JSE allows nested structural composition:

["$add", 1, ["$multiply", 2, 3]]

This supports:

  • Nested computation trees
  • DSL construction
  • Controlled interpretation depth
  • Declarative symbolic reasoning

JSE therefore provides:

Composability as a first-class structural property.


6. Controlled Expressiveness

JSE intentionally does not aim for:

  • Turing completeness
  • General-purpose programming
  • Macro systems
  • Implicit execution

Instead, it provides:

  • Structural abstraction
  • Symbolic representation
  • Declarative composition

Execution remains optional and implementation-defined.
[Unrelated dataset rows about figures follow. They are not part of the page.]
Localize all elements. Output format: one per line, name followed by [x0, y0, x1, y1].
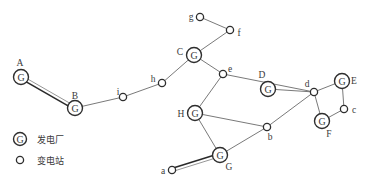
substation-icon — [263, 123, 270, 130]
substation-icon — [168, 166, 175, 173]
plant-glyph: G — [264, 84, 271, 95]
node-label: H — [178, 109, 185, 119]
line-f-g — [200, 17, 230, 30]
power-plant-G: GG — [213, 148, 233, 173]
node-label: b — [268, 132, 273, 142]
substation-icon — [119, 93, 126, 100]
node-label: c — [352, 105, 356, 115]
substation-icon — [219, 70, 226, 77]
network-nodes: GAGBGCGDGEGFGGGHabcdefghi — [14, 12, 358, 176]
substation-icon — [310, 88, 317, 95]
node-label: f — [237, 28, 241, 38]
power-plant-H: GH — [178, 106, 203, 121]
substation-icon — [340, 105, 347, 112]
plant-glyph: G — [191, 108, 198, 119]
line-H-b — [195, 113, 267, 127]
power-plant-B: GB — [68, 91, 83, 116]
node-label: E — [351, 76, 357, 86]
plant-glyph: G — [216, 150, 223, 161]
plant-glyph: G — [338, 76, 345, 87]
node-label: e — [228, 64, 232, 74]
transmission-lines — [20, 17, 344, 172]
legend-item-power-plant: G 发电厂 — [14, 133, 65, 146]
power-plant-E: GE — [335, 74, 358, 89]
substation-icon — [158, 79, 165, 86]
substation-a: a — [161, 166, 176, 176]
legend-label-power-plant: 发电厂 — [37, 134, 64, 145]
line-i-h — [123, 83, 162, 97]
node-label: B — [72, 91, 78, 101]
power-network-diagram: GAGBGCGDGEGFGGGHabcdefghi G 发电厂 变电站 — [0, 0, 367, 187]
node-label: G — [226, 162, 233, 172]
substation-f: f — [226, 26, 241, 38]
plant-glyph: G — [190, 50, 197, 61]
substation-icon — [16, 156, 23, 163]
substation-d: d — [305, 79, 318, 96]
node-label: h — [151, 74, 156, 84]
substation-c: c — [340, 105, 356, 115]
node-label: A — [17, 58, 24, 68]
power-plant-F: GF — [315, 114, 332, 140]
line-A-B — [20, 78, 74, 109]
plant-glyph: G — [17, 72, 24, 83]
legend-label-substation: 变电站 — [37, 155, 64, 166]
substation-icon — [226, 26, 233, 33]
power-plant-C: GC — [177, 47, 202, 63]
substation-icon — [196, 13, 203, 20]
plant-glyph: G — [318, 116, 325, 127]
node-label: F — [326, 129, 331, 139]
line-A-B-second — [22, 76, 76, 107]
substation-b: b — [263, 123, 272, 142]
plant-glyph: G — [71, 103, 78, 114]
legend-item-substation: 变电站 — [16, 155, 64, 166]
legend: G 发电厂 变电站 — [14, 133, 65, 167]
node-label: g — [189, 12, 194, 22]
line-b-d — [267, 92, 314, 127]
substation-h: h — [151, 74, 166, 87]
node-label: D — [259, 70, 266, 80]
power-plant-A: GA — [14, 58, 29, 85]
node-label: i — [117, 87, 120, 97]
node-label: d — [305, 79, 310, 89]
node-label: C — [177, 47, 183, 57]
substation-g: g — [189, 12, 204, 22]
power-plant-D: GD — [259, 70, 276, 97]
plant-glyph: G — [16, 134, 23, 145]
node-label: a — [161, 166, 166, 176]
line-G-b — [220, 127, 267, 155]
This makes JSE suitable for:

  • Policy definition
  • Agent planning trees
  • Structured decision graphs
  • Safe symbolic communication
  • Constrained DSL environments

7. JSE as an AI Structural Protocol

JSE can function as a protocol layer between:

  • AI models
  • Orchestration systems
  • Deterministic interpreters
  • Execution sandboxes

Because:

  • It is valid JSON
  • It is schema-checkable
  • It is deterministic
  • It is structurally composable

It avoids:

  • Implicit execution
  • Text parsing ambiguity
  • Prompt-based DSL hacks

This positions JSE as:

A structural protocol for symbolic AI communication.


8. JSON + Structure: A Conceptual Model

Let:

  • J be the set of valid JSON values
  • P be the structural interpretation function

Then:

JSE = (J, P)

Where P introduces symbolic structural recognition without altering JSON validity.

This mirrors algebraic structure:

  • JSON provides the set
  • JSE provides structure

9. Security Implications

Because JSE does not mandate execution:

  • It is not inherently dangerous
  • Execution must be explicitly defined
  • Interpretation can be sandboxed
  • Operators can be whitelisted

This makes JSE safer than implicit code generation approaches.


10. Future Directions

Potential extensions include:

  • Canonical structural normalization
  • Minimal core operator set
  • JSON Schema integration patterns
  • Static structural validation
  • AI alignment DSL frameworks

11. Conclusion

JSE demonstrates that minimal structural augmentation of JSON can produce a powerful compositional protocol suitable for AI systems.

Rather than replacing JSON or reinventing Lisp, JSE introduces:

  • Symbol recognition
  • Structural determinism
  • Controlled composability

In doing so, it enables JSON to carry structured intent.